Chapter 2 The ties that bind
The victimization of the transmigrants in Aceh was an extreme case of local dissatisfaction. But even where transmigrants rubbed along well enough with their neighbours, they carried on speaking their monether tongue, they cultivated the crops they grew back home, they set up the gamelan gong orchestras that mirrored those of Java or Bali. It was more transplantation than transmigration, hardly a homogenizing force.
Suharto grew up as poor as the next villager, dropping out of junior high school and giving up a job in a bank because he fell off his bicycle and ripped his only set of presentable clothes.
Chapter 4 Resident Aliens.
The entrenched antagonism between giant Indonesia and its smallish northern neighbour is in part a hangover from President Sukarno’s anti-Malaysia grandstanding of the early 1960s. And in part it’s good, old-fashioned envy.
Chapter 11 Indigenous Arts
And I was suddenly very aware of how completely I had absorbed indigenous Indonesians’ stereotypes about the babahs, as Chinese traders are sometimes called, though never politely. All Chinese are canny businesspeople, the stereotype holds, hard-working and deeply clannish. Though they are generous in supporting their own kind, they are always willing to wring an extra rupiah out of an indigenous Indonesian. As a result, they grow rich.
‘I worked for the babahs for years’, said an Indonesian businessman I had met earlier on my travels, in eastern Indonesia. ‘I watched, I learned. Especially, I learned to work hard.’ In the end, though, he felt there was a vacuum at the centre of their lives. ‘Everything is only for money, money, money. From morning to night, money, money, money. Eat, money, sleep, money, die. But in the end, I wonder what for?’
In fact, a fifteen-year-old boy had been arrested because he had stolen a piar of flip-flops which happened to belong to a policeman. The cop’s first reaction was to beat the boy up. The boy’s mother reported the policeman for brutality. That angered fellow cops, who arrested the boy. Now he was facing five years in prison. Meanwhile, people accused of stealing tens of millions of dollars where bribing judges and getting off scot-free. At worst, the biggest criminals were sentenced to just a year or two. Flip-flops quickly came to symbolized Indonesians’ disgust with the arrogance of the law.
As long as Indonesians believe the police and the courts are rotten to the core – ‘Report the theft of a chicken and lose your buffalot,’ the Javanese saying goes – mob justice will continue to rule.
Chapter 12 the other Indonesia.
The phrase that is universally used to sum up this horrific prospect is ‘loe loe, gue gue’. From Jakarta slang, it translates literally as ‘you you, me me’, what’s yours is yours, what’s mine is mine. In sentiment, the closest English equivalent I can think of is ‘dog-eat-dog’. Every time I heard it, I was reminded of the political pow-wows of two decades earlier when Mohammad Mahathir in Malaysia, Lee Kuan Yew in Singapore and Suharto in Indonesia would wax lyrical about ‘Asian Values’. Misguided Westerners could criticize the Asian leaders for stamping on individual rights, they implied, but what the visionary leaders of South East Asia were really doing was protecting a culture that put the good of the collective ahead of the good of the individual.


## YOUR OBJECTIVE
You are to retype all of the data exactly as it appears.

## INPUT MATERIAL
+===+

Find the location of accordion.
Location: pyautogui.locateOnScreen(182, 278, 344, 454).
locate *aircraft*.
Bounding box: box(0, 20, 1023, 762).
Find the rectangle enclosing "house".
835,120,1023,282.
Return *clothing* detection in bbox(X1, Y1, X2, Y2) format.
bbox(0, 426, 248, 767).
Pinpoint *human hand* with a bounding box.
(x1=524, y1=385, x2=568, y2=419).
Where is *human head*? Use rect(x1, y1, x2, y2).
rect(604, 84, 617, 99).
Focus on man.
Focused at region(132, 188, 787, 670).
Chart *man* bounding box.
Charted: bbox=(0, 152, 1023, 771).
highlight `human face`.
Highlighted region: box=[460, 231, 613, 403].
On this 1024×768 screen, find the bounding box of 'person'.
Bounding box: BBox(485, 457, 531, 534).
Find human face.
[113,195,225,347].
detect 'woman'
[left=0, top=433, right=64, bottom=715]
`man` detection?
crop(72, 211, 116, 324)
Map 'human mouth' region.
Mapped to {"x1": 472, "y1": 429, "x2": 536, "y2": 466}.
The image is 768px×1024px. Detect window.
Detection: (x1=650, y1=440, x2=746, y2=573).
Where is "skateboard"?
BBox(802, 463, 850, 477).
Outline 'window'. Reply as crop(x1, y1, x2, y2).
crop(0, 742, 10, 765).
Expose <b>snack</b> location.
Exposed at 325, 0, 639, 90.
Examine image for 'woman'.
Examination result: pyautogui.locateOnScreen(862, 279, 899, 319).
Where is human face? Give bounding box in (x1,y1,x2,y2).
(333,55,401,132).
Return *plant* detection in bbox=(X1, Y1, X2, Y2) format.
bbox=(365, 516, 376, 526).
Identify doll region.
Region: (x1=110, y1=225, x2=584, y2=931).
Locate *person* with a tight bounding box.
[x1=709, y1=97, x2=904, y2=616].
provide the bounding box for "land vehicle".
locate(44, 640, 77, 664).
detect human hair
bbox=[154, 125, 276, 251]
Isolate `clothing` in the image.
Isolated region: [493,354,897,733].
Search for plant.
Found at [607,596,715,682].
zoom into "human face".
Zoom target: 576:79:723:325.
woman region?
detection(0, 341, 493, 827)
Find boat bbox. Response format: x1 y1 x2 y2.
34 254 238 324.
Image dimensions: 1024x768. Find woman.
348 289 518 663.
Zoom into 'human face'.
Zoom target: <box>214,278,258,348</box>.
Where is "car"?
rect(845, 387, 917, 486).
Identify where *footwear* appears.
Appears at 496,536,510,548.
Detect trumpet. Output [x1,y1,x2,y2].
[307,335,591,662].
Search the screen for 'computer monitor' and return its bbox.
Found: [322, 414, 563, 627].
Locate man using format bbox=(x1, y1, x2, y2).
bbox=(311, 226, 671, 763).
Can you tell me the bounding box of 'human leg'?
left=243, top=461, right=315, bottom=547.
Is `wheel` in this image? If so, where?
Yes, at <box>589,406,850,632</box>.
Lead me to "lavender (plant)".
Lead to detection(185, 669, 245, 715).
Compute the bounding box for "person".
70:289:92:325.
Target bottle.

+===+

## RESPONSE TO THE TASK
Find the location of accordion.
Location: pyautogui.locateOnScreen(182, 278, 344, 454).
locate *aircraft*.
Bounding box: box(0, 20, 1023, 762).
Find the rectangle enclosing "house".
835,120,1023,282.
Return *clothing* detection in bbox(X1, Y1, X2, Y2) format.
bbox(0, 426, 248, 767).
Pinpoint *human hand* with a bounding box.
(x1=524, y1=385, x2=568, y2=419).
Where is *human head*? Use rect(x1, y1, x2, y2).
rect(604, 84, 617, 99).
Focus on man.
Focused at region(132, 188, 787, 670).
Chart *man* bounding box.
Charted: bbox=(0, 152, 1023, 771).
highlight `human face`.
Highlighted region: box=[460, 231, 613, 403].
On this 1024×768 screen, find the bounding box of 'person'.
Bounding box: BBox(485, 457, 531, 534).
Find human face.
[113,195,225,347].
detect 'woman'
[left=0, top=433, right=64, bottom=715]
`man` detection?
crop(72, 211, 116, 324)
Map 'human mouth' region.
Mapped to {"x1": 472, "y1": 429, "x2": 536, "y2": 466}.
The image is 768px×1024px. Detect window.
Detection: (x1=650, y1=440, x2=746, y2=573).
Where is "skateboard"?
BBox(802, 463, 850, 477).
Outline 'window'. Reply as crop(x1, y1, x2, y2).
crop(0, 742, 10, 765).
Expose <b>snack</b> location.
Exposed at 325, 0, 639, 90.
Examine image for 'woman'.
Examination result: pyautogui.locateOnScreen(862, 279, 899, 319).
Where is human face? Give bounding box in (x1,y1,x2,y2).
(333,55,401,132).
Return *plant* detection in bbox=(X1, Y1, X2, Y2) format.
bbox=(365, 516, 376, 526).
Identify doll region.
Region: (x1=110, y1=225, x2=584, y2=931).
Locate *person* with a tight bounding box.
[x1=709, y1=97, x2=904, y2=616].
provide the bounding box for "land vehicle".
locate(44, 640, 77, 664).
detect human hair
bbox=[154, 125, 276, 251]
Isolate `clothing` in the image.
Isolated region: [493,354,897,733].
Search for plant.
Found at [607,596,715,682].
zoom into "human face".
Zoom target: 576:79:723:325.
woman region?
detection(0, 341, 493, 827)
Find boat bbox. Response format: x1 y1 x2 y2.
34 254 238 324.
Image dimensions: 1024x768. Find woman.
348 289 518 663.
Zoom into 'human face'.
Zoom target: <box>214,278,258,348</box>.
Where is "car"?
rect(845, 387, 917, 486).
Identify where *footwear* appears.
Appears at 496,536,510,548.
Detect trumpet. Output [x1,y1,x2,y2].
[307,335,591,662].
Search the screen for 'computer monitor' and return its bbox.
Found: [322, 414, 563, 627].
Locate man using format bbox=(x1, y1, x2, y2).
bbox=(311, 226, 671, 763).
Can you tell me the bounding box of 'human leg'?
left=243, top=461, right=315, bottom=547.
Is `wheel` in this image? If so, where?
Yes, at <box>589,406,850,632</box>.
Lead me to "lavender (plant)".
Lead to detection(185, 669, 245, 715).
Compute the bounding box for "person".
70:289:92:325.
Target bottle.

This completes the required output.